Nearly 40% of the world's birds are so highly specialised and adapted to a particular subregional biome—such as Mediterranean shrubland in Africa or Australia—that they cannot survive outside these areas.
At the global scale, the natural environment of the world's landmasses can be divided into a small number of broad ecological units, called biomes, characterised mainly by their vegetation structure—for example forests, shrublands, grasslands and deserts. The distribution of these biomes across continents is controlled largely by abiotic conditions of geography, climate, latitude and topography. Thus, for example, the Mediterranean shrubland biome always occurs at the western edge of continents, in subtropical latitudes, since these geographical conditions tend to generate the hot, dry summer and cool, wet winter of the 'Mediterranean' climate. The sum of these physical conditions (with attendant summer droughts, frequent fires and winter floods) tend to constrain and shape the vegetation structure towards a universal 'Mediterranean shrubland' appearance, in places as diverse as Chile, South Africa, south-west Australia, California and south-west Eurasia/north-west Africa (see map).
The plants, animals and soil organism species that comprise a particular biome in a particular geographically discrete region or subregion—such as Mediterranean shrubland in Africa or Australia—all share approximately the same abiotic conditions (e.g. summer drought and fire, winter flooding, etc. in this case) and so these species have evolved, over time, a set of shared adaptations to their abiotic environment and to each other (through competition, predation, parasitism and symbiosis). Indeed, many species are so specialised for life in 'their' biome that they cannot survive outside it (see table). These biome-restricted species are more sensitive or vulnerable to damage and degradation of their biome, than are more widespread species, and are thus an important focus of attention for conservation.

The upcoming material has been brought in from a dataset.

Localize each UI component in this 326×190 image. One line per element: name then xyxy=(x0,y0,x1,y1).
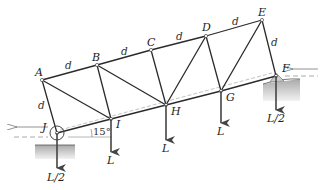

Birds illustrate this principle well. Overall, nearly 40% of the world's bird species are biome-restricted and, by inference, highly specialised and adapted to 'their' biome. Looking at the tropical rainforest biome, the Guinea–Congo rainforests of western and central Africa support some 274 species of bird that are found nowhere else, while Amazonia supports 93 such species and the Sundaic lowlands 170 such species. The avifaunas of these three rainforest areas actually have almost no shared bird species, and so the conservation of Amazonian bird species contributes little towards conserving Guinea–Congo bird species, and vice versa—the different regional manifestations of a biome tend to be irreplaceable and mutually exclusive units in conservation terms, since they have evolved separately and independently through much of their history. To conserve the full diversity of genes, species and ecosystems of a biome, such as tropical rainforest, a prime consideration is therefore to spread conservation action across the biome's global geographic range, in a representative way.

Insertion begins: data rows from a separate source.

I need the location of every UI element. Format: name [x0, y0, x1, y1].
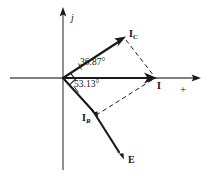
vector-ir-label: IR [82, 113, 91, 125]
vector-i-label-text: I [157, 80, 161, 91]
vector-i-label: I [157, 81, 161, 91]
vector-e-shaft [93, 111, 119, 152]
vector-e [93, 111, 124, 160]
imaginary-axis-label: j [71, 13, 74, 23]
vector-e-label: E [128, 155, 135, 165]
real-axis-label: + [180, 84, 186, 95]
vector-ir-label-subscript: R [86, 117, 91, 125]
vector-ic-label: IC [129, 29, 138, 41]
vector-e-label-text: E [128, 154, 135, 165]
construction-line-ic-to-i [126, 40, 154, 76]
construction-line-i-to-ir [98, 80, 152, 114]
vector-ic-label-subscript: C [133, 33, 138, 41]
phasor-diagram-figure: j IC I + IR E 36.87° 53.13° [0, 0, 211, 178]
vector-ic-arrowhead [114, 37, 126, 47]
angle-annotation-ic: 36.87° [80, 58, 105, 68]
axes-group [10, 7, 201, 170]
angle-annotation-ir: 53.13° [74, 80, 99, 90]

A total of 956 bird species are confined to any one of the biomes in Africa, representing 44% of all bird species regularly occurring in Africa (see map and table). Other regions with a relatively high proportion of their avifauna as biome-restricted are South America and Asia, both large and diverse land-masses with extensive tropical areas. Smaller and more uniform land-masses have relatively fewer biomes and biome-restricted species. In general, relatively fewer bird species are restricted to biomes at higher latitudes, in smaller biomes, and in less structurally complex vegetation types.
References
Compiled: 2004 Last updated: 2008
Recommended Citation:
BirdLife International (2008)
Many bird species are confined to just one of the world's terrestrial biomes.